Maestra has an OBS page, but their integration wasn't designed for streamers. StreamTranslate is purpose-built for OBS Browser Source — one URL, instant captions, 50+ languages, zero complexity.
Get Your OBS URL Setup GuideOBS Studio is the streaming standard. Nearly every streamer uses it, and every caption solution has to work with OBS in some way. But "works with OBS" can mean very different things — from a clean Browser Source URL to a complicated multi-application workflow that adds more ways for things to break during your stream.
Maestra does have OBS integration documentation. What they don't have is an OBS-native experience. Their captioning product was built as a browser tool first, and OBS integration is a secondary feature added to serve the enterprise broadcast market. The result is a setup that adds complexity without adding value for a typical streamer.
StreamTranslate was designed with OBS as the primary integration target. The product generates a Browser Source URL that is the integration. No secondary applications, no browser windows, no multi-step configuration.
Maestra's OBS integration involves opening their web captioner in a browser, configuring audio routing to capture your microphone, then using OBS's Browser Source to capture the captioner output. This means you're running an extra browser window, handling audio routing between your system and their web app, and managing a workflow that can fail at any of several points.
For enterprise broadcast users with dedicated streaming operators, this is manageable. For a solo streamer who wants to go live in 10 minutes, it's an unnecessary layer of complexity that adds nothing to your actual stream quality.
StreamTranslate generates a unique Browser Source URL from your dashboard. You add it to OBS as a Browser Source (Add Source → Browser → paste URL), set the width and height, position it on your scene, and you're done. That's the entire setup.
The URL is your personalized endpoint. It streams your audio to StreamTranslate's servers, processes it through Deepgram Nova-2, and returns styled caption overlays in real time to that same Browser Source. No extra browser windows. No audio routing. No secondary applications. Just one URL that works.
| StreamTranslate | Maestra | |
|---|---|---|
| Setup Steps for OBS | 1 — paste URL into Browser Source | Multiple — browser, audio routing, config |
| Extra Applications Required | None | Browser window open during stream |
| Caption Latency | Sub-500ms | Varies based on browser/routing |
| Translation in OBS | Yes — 50+ languages auto | Not in real-time OBS overlay |
| Gaming Accuracy | Deepgram Nova-2 | Enterprise STT, not gaming-optimized |
| Price | $9.99/mo | $29/mo minimum |
Step 1: Create your StreamTranslate account and navigate to the setup page. Your unique Browser Source URL is generated immediately.
Step 2: In OBS, click the + button in your Sources panel. Select "Browser." Give the source a name (e.g., "StreamTranslate Captions").
Step 3: Paste your StreamTranslate URL into the URL field. Set width to 1920 and height to 200 (or whatever fits your scene layout). Check "Shutdown source when not visible" and "Refresh browser when scene becomes active."
Step 4: Position the source on your scene. The caption overlay appears in real time as you speak. Captions auto-translate for international viewers.
Total setup time: under 5 minutes. No browser windows, no audio routing, no additional software.
One area where StreamTranslate is genuinely in a different category from Maestra's OBS workflow: real-time translation inside the OBS overlay. When a viewer watches your stream, they see captions in their language — not just a transcription of what you said in your language.
Maestra's OBS integration doesn't do real-time translation of live captions into the overlay. Translation is a file-based feature, not a live streaming feature, for Maestra. For a streamer who wants global reach — Spanish viewers, Portuguese viewers, Japanese viewers — StreamTranslate's approach is fundamentally more capable.
Yes. StreamTranslate works with any OBS version that supports Browser Sources — which is all modern versions of OBS Studio. It also works with Streamlabs, XSplit, and any other software that supports a browser source input.
No. StreamTranslate runs entirely through the OBS Browser Source. You don't need any secondary browser windows or applications open during your stream.
StreamTranslate uses Deepgram Nova-2, which delivers accuracy rates well above generic STT engines for gaming and streaming audio. Gaming vocabulary, slang, and conversational speech are handled accurately.
No. StreamTranslate's Browser Source has minimal resource impact. The audio processing happens on StreamTranslate's servers, not your local PC. There is no CPU or GPU impact from running StreamTranslate.
If your internet connection drops, the Browser Source will show nothing (blank/transparent) until the connection restores. StreamTranslate resumes captioning automatically when connectivity returns without requiring you to reconfigure anything.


Required action: Could you copy the data that follows exactly as written, but drop the pictures?

Given information:
• • •

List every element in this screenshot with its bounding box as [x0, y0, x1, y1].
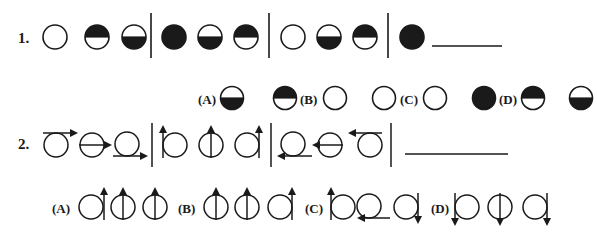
circle-arrow-right-up-icon	[235, 127, 259, 158]
circle-empty-icon	[324, 87, 347, 110]
circle-bottom-filled-icon	[198, 25, 222, 49]
circle-top-filled-icon	[234, 25, 258, 49]
question-number: 1.	[18, 30, 30, 46]
options-row: (A) (B)	[52, 189, 547, 224]
circle-arrow-middle-right-icon	[79, 133, 110, 157]
option-c[interactable]: (C)	[400, 87, 496, 110]
circle-arrow-bottom-right-icon	[113, 132, 146, 156]
circle-arrow-right-up-icon	[79, 189, 104, 220]
circle-arrow-left-up-icon	[163, 127, 187, 158]
circle-arrow-bottom-left-icon	[279, 132, 312, 156]
circle-arrow-center-down-icon	[488, 193, 512, 224]
option-label: (A)	[52, 201, 70, 216]
option-label: (D)	[431, 201, 449, 216]
option-b[interactable]: (B)	[178, 189, 292, 220]
option-a[interactable]: (A)	[198, 87, 297, 110]
circle-bottom-filled-icon	[122, 25, 146, 49]
circle-empty-icon	[424, 87, 447, 110]
circle-arrow-bottom-left-icon	[357, 194, 390, 218]
circle-arrow-center-up-icon	[143, 189, 167, 220]
circle-arrow-middle-left-icon	[314, 133, 343, 157]
option-label: (C)	[400, 92, 418, 107]
option-label: (A)	[198, 92, 216, 107]
circle-arrow-center-up-icon	[204, 189, 228, 220]
circle-arrow-top-left-icon	[350, 133, 382, 157]
circle-arrow-right-up-icon	[268, 189, 292, 220]
circle-arrow-left-up-icon	[331, 189, 355, 220]
circle-arrow-right-down-icon	[394, 193, 418, 222]
circle-empty-icon	[281, 25, 305, 49]
question-number: 2.	[18, 136, 30, 152]
circle-arrow-right-down-icon	[523, 193, 547, 224]
circle-full-icon	[473, 87, 496, 110]
option-a[interactable]: (A)	[52, 189, 167, 220]
option-d[interactable]: (D)	[431, 193, 547, 224]
circle-full-icon	[400, 25, 424, 49]
circle-top-filled-icon	[522, 87, 545, 110]
question-1: 1.	[18, 13, 593, 110]
circle-arrow-center-up-icon	[111, 189, 135, 220]
option-d[interactable]: (D)	[499, 87, 593, 110]
circle-empty-icon	[373, 87, 396, 110]
option-label: (C)	[305, 201, 323, 216]
circle-arrow-top-right-icon	[43, 133, 76, 157]
circle-arrow-left-down-icon	[455, 193, 479, 224]
option-b[interactable]: (B)	[300, 87, 396, 110]
circle-bottom-filled-icon	[317, 25, 341, 49]
question-2: 2.	[18, 123, 547, 224]
circle-top-filled-icon	[85, 25, 109, 49]
options-row: (A) (B)	[198, 87, 593, 110]
circle-arrow-center-up-icon	[235, 189, 259, 220]
option-label: (D)	[499, 92, 517, 107]
circle-top-filled-icon	[274, 87, 297, 110]
circle-arrow-center-up-icon	[199, 127, 223, 158]
circle-bottom-filled-icon	[570, 87, 593, 110]
option-label: (B)	[300, 92, 317, 107]
circle-bottom-filled-icon	[221, 87, 244, 110]
circle-full-icon	[162, 25, 186, 49]
puzzle-figure: 1.	[0, 0, 597, 235]
option-c[interactable]: (C)	[305, 189, 418, 222]
circle-empty-icon	[43, 25, 67, 49]
circle-top-filled-icon	[353, 25, 377, 49]
option-label: (B)	[178, 201, 195, 216]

• • •

Finished exercise:
List every element in this screenshot with its bounding box as [x0, y0, x1, y1].
circle-arrow-right-up-icon	[235, 127, 259, 158]
circle-empty-icon	[324, 87, 347, 110]
circle-bottom-filled-icon	[198, 25, 222, 49]
circle-top-filled-icon	[234, 25, 258, 49]
question-number: 1.	[18, 30, 30, 46]
options-row: (A) (B)	[52, 189, 547, 224]
circle-arrow-middle-right-icon	[79, 133, 110, 157]
option-c[interactable]: (C)	[400, 87, 496, 110]
circle-arrow-bottom-right-icon	[113, 132, 146, 156]
circle-arrow-right-up-icon	[79, 189, 104, 220]
circle-arrow-left-up-icon	[163, 127, 187, 158]
circle-arrow-bottom-left-icon	[279, 132, 312, 156]
circle-arrow-center-down-icon	[488, 193, 512, 224]
option-label: (A)	[52, 201, 70, 216]
option-label: (D)	[431, 201, 449, 216]
option-b[interactable]: (B)	[178, 189, 292, 220]
option-a[interactable]: (A)	[198, 87, 297, 110]
circle-bottom-filled-icon	[122, 25, 146, 49]
circle-empty-icon	[424, 87, 447, 110]
circle-arrow-bottom-left-icon	[357, 194, 390, 218]
circle-arrow-center-up-icon	[143, 189, 167, 220]
circle-arrow-middle-left-icon	[314, 133, 343, 157]
option-label: (C)	[400, 92, 418, 107]
option-label: (A)	[198, 92, 216, 107]
circle-arrow-center-up-icon	[204, 189, 228, 220]
circle-arrow-top-left-icon	[350, 133, 382, 157]
circle-arrow-right-up-icon	[268, 189, 292, 220]
circle-arrow-left-up-icon	[331, 189, 355, 220]
circle-arrow-right-down-icon	[394, 193, 418, 222]
circle-empty-icon	[281, 25, 305, 49]
question-number: 2.	[18, 136, 30, 152]
circle-arrow-right-down-icon	[523, 193, 547, 224]
circle-full-icon	[473, 87, 496, 110]
option-a[interactable]: (A)	[52, 189, 167, 220]
option-d[interactable]: (D)	[431, 193, 547, 224]
circle-full-icon	[400, 25, 424, 49]
circle-top-filled-icon	[522, 87, 545, 110]
question-1: 1.	[18, 13, 593, 110]
circle-arrow-center-up-icon	[111, 189, 135, 220]
option-d[interactable]: (D)	[499, 87, 593, 110]
circle-empty-icon	[373, 87, 396, 110]
option-label: (C)	[305, 201, 323, 216]
circle-arrow-top-right-icon	[43, 133, 76, 157]
circle-arrow-left-down-icon	[455, 193, 479, 224]
option-b[interactable]: (B)	[300, 87, 396, 110]
circle-bottom-filled-icon	[317, 25, 341, 49]
question-2: 2.	[18, 123, 547, 224]
circle-top-filled-icon	[85, 25, 109, 49]
options-row: (A) (B)	[198, 87, 593, 110]
circle-arrow-center-up-icon	[235, 189, 259, 220]
option-label: (D)	[499, 92, 517, 107]
circle-top-filled-icon	[274, 87, 297, 110]
circle-arrow-center-up-icon	[199, 127, 223, 158]
circle-bottom-filled-icon	[570, 87, 593, 110]
option-label: (B)	[300, 92, 317, 107]
circle-bottom-filled-icon	[221, 87, 244, 110]
circle-full-icon	[162, 25, 186, 49]
puzzle-figure: 1.	[0, 0, 597, 235]
option-c[interactable]: (C)	[305, 189, 418, 222]
circle-empty-icon	[43, 25, 67, 49]
circle-top-filled-icon	[353, 25, 377, 49]
option-label: (B)	[178, 201, 195, 216]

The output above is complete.